There are four candidates. There’s Belonging or Community, the species-old need to feel part of a gang against the world. But that’s more about match-going. There’s Hope, almost in the National Lottery sense of one day it could be you and your club. There’s Victory, the candidate with the momentum behind it. The biggest clubs win the most matches and therefore create the most happiness and thus attract the most ardent followers. But none of these three explain the lure of any football on TV.
Perhaps the chemical key to understanding football as a drug lies in Excitement. John Bunyard, an expert in neuroscience and mass behaviour (and a Maidstone United fan), hypothesises that the answer lies in the way dopamine is released and acts on our mental processes. Dopamime is a neurotransmitter closely associated with reward-seeking behaviours like addiction and consumption. In his hypothesis, crudely paraphrased, our football-watching minds are constantly and almost subconsciously predicting what will happen next (will that cross reach Rooney? will his shot go in?) and being rewarded if we are right (pleasure) and over-rewarded (utter joy) if the outcome is better than was reasonably predicted (coming from two down to win). Your mind/brain/body likes it when your predictions are borne out by reality yet manages to readjust if the outcome is less favourable than predicted (drawing at home after being two down is not so bad).
All of this incessant “too much, just right, too little” activity, thousands of times a game, is much more rewarding for our brains than staring at a cow in a field or putting up shelves. Football, in particular versus other sports, has the capacity to offer sudden danger at both ends, be unpredictable and swerve in the nature of its final outcome. This may be why a 4-3 win, with the lead changing three times, is exhausting, exhilarating and lives in the mind for decades with the hope it can happen again. Even in the Europa League.
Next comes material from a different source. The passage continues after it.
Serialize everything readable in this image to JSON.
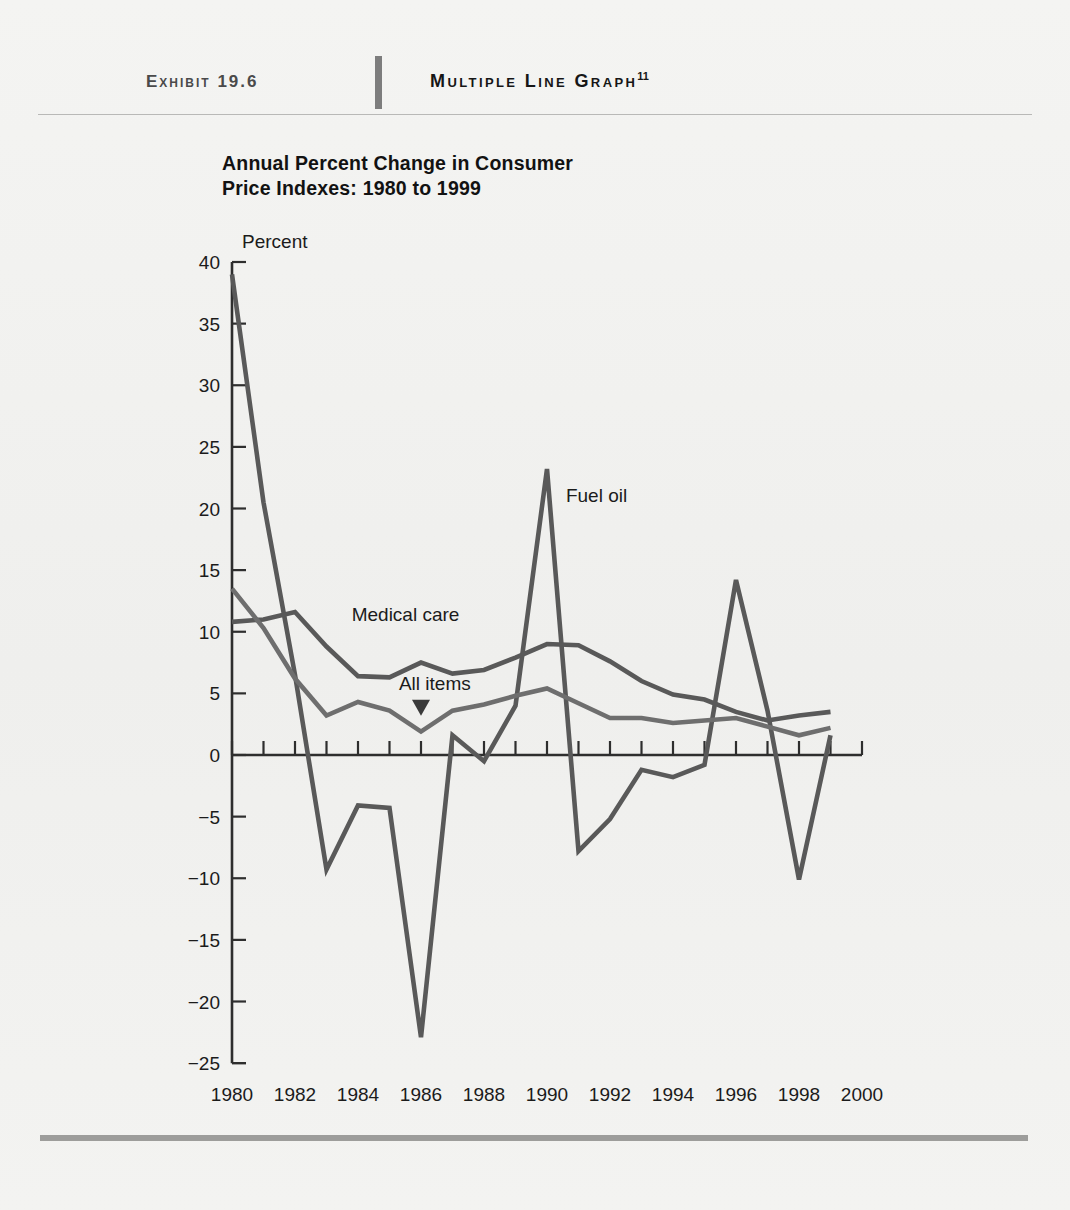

Well, it’s more of a theory of addiction than Ronni Ancona manages. And unlike alcohol and drugs dopamime is something natural acting naturally. Should it be encouraged? Ultimately our attachments to the game are more complex than any simple drugs analogy will allow. McGowan attempts cold turkey in the 2008-09 season – no involvement whatsoever – and is tormented when news of Hull winning at Arsenal to go third in the League accidentally slips through his football blackout. He’s desperate to know more. In the end it’s a compromise. He decides to cut down consumption and Ancona puts the blame on “the complete and utter overkill of what is essentially a decent and exciting game”.
The great irony is that this struggle between Ancona and McGowan only gets published because they are celebrities. And the growth of celebrity culture is the only phenomenon that matches football in the scale and contemporaneity of its addictive spread.